A far-right Slovak politician disrupted a performance of Irish playwright Elaine Murphy's play, 'Little Gem', at a village in northern Slovakia last Sunday.
Video footage of the incident shows Štefan Kuffa, who is Slovakia’s secretary of state for the environment, interrupting an outdoor performance of the play in the village of Malá Franková and demanding that parents leave with their children.
"I'm waiting for all the children to leave," Mr Kuffa tells an audience of a few dozen people, most of whom were adults.
Mr Kuffa is a member of the ultra-nationalist Slovak National Party, which is the smallest party in Slovakia's three-party populist coalition government.
'Little Gem' was originally performed at the Dublin Fringe Festival in 2008 and went on to receive widespread critical acclaim. The play has been translated into numerous other languages and performed internationally.
Ms Murphy's humorous play tells the story of three generations of Dublin women from the same family who recount stories of love and loneliness.
The Slovak-language version of Ms Murphy’s play is performed by the country's Košice National Theatre under the title of 'My Baby’.
The theater describes the production as suitable for audiences aged 18 and over. In the video of the incident, a small number of children can be seen in the audience or nearby.
The incident was first reported by Lukáš Marhefka, the editor of Zamagurské Noviny, an independent Slovak news outlet, who had been attending the performance.
"Mr Kuffa, after seeing only a few minutes of the performance, interrupted the performance and appealed to the audience for all the children to leave," Mr Marhefka told RTÉ News.
"He said that he would keep standing there until all the children left the performance to make sure they would 'not watch those perverts'," said Mr Marhefka.
"Some people from the audience, including myself, objected and asked him to stop interrupting the performance and to leave."

Mr Kuffa later released a video in which he said: "We had a beautiful evening, there was a cultural event and a holy mass. At the end of the evening, they played a perverted film where there were children on stage."
The disruption ended after the mayor of the village escorted Mr Kuffa away and the performance of the play was later completed at the request of the audience.
In a statement issued to RTÉ News, Slovakia's Košice National Theatre said that the festival organisers had not indicated the suitability of the content for different ages and had apologised to the theatre.
"However, the situation did not justify anyone to intervene in the performance and start expelling spectators from the cultural event," reads the statement.
"If the State Secretary of the Ministry of the Environment of the Slovak Republic, Štefan Kuffa, had doubts about the suitability of the performance for minors, he should have informed the organisers."
The statement also reads that it is up to parents "to decide whether a given performance is suitable for their children" and that Mr Kuffa "began to arbitrarily deal with the situation".
Slovakia's deputy prime minister Tomáš Taraba has supported Mr Kuffa's actions, writing on Facebook yesterday that "progressive actors" had "played a perverse show full of LGBT+ scenes and inappropriate vocabulary".
The incident comes amid efforts by Slovakia's populist coalition government to assert greater control over public media and establish a nationalist, conservative agenda in the arts.
In July, the country's Prime Minister Robert Fico, who survived an assassination attempt last May, said that Slovakia and Europe needed "to build a huge dam against nonsensical, progressive and liberal ideologies", which, he said, were "spreading like cancer".
Earlier this month, Slovakia's culture minister Martina Šimkovičová sacked the directors of the Slovak National Theatre and Slovak National Gallery, citing that they had taken part in "political activism".
Thousands of Slovaks protested in the capital Bratislava last week against the dismissals and called on Ms Šimkovičová to resign.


EXERCISE: For each line of the data that includes the word "button", copy the line.
↓
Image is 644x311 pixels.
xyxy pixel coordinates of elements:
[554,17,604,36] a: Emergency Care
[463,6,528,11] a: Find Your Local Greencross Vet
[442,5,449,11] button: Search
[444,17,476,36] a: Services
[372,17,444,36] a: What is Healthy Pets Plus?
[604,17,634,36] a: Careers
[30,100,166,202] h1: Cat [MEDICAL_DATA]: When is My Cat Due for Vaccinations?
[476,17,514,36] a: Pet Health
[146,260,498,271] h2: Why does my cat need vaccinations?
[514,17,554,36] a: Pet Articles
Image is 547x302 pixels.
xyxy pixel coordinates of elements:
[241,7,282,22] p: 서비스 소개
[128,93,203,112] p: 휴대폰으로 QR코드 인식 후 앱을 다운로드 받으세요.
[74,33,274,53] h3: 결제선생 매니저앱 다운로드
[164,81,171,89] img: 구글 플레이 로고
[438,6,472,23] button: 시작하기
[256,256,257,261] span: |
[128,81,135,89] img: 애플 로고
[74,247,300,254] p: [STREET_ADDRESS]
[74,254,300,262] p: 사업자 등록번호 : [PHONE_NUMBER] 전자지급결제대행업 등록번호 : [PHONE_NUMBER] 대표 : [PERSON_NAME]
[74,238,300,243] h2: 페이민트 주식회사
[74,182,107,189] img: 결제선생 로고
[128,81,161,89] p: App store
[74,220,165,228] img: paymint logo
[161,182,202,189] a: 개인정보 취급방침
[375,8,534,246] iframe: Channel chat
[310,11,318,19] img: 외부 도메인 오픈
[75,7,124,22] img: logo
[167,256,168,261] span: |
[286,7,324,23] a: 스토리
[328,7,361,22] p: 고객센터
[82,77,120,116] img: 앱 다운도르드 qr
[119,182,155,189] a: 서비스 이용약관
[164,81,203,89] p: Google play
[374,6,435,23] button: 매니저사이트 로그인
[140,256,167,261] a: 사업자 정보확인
↑
WRITTEN RESPONSE:
[442,5,449,11] button: Search
[438,6,472,23] button: 시작하기
[374,6,435,23] button: 매니저사이트 로그인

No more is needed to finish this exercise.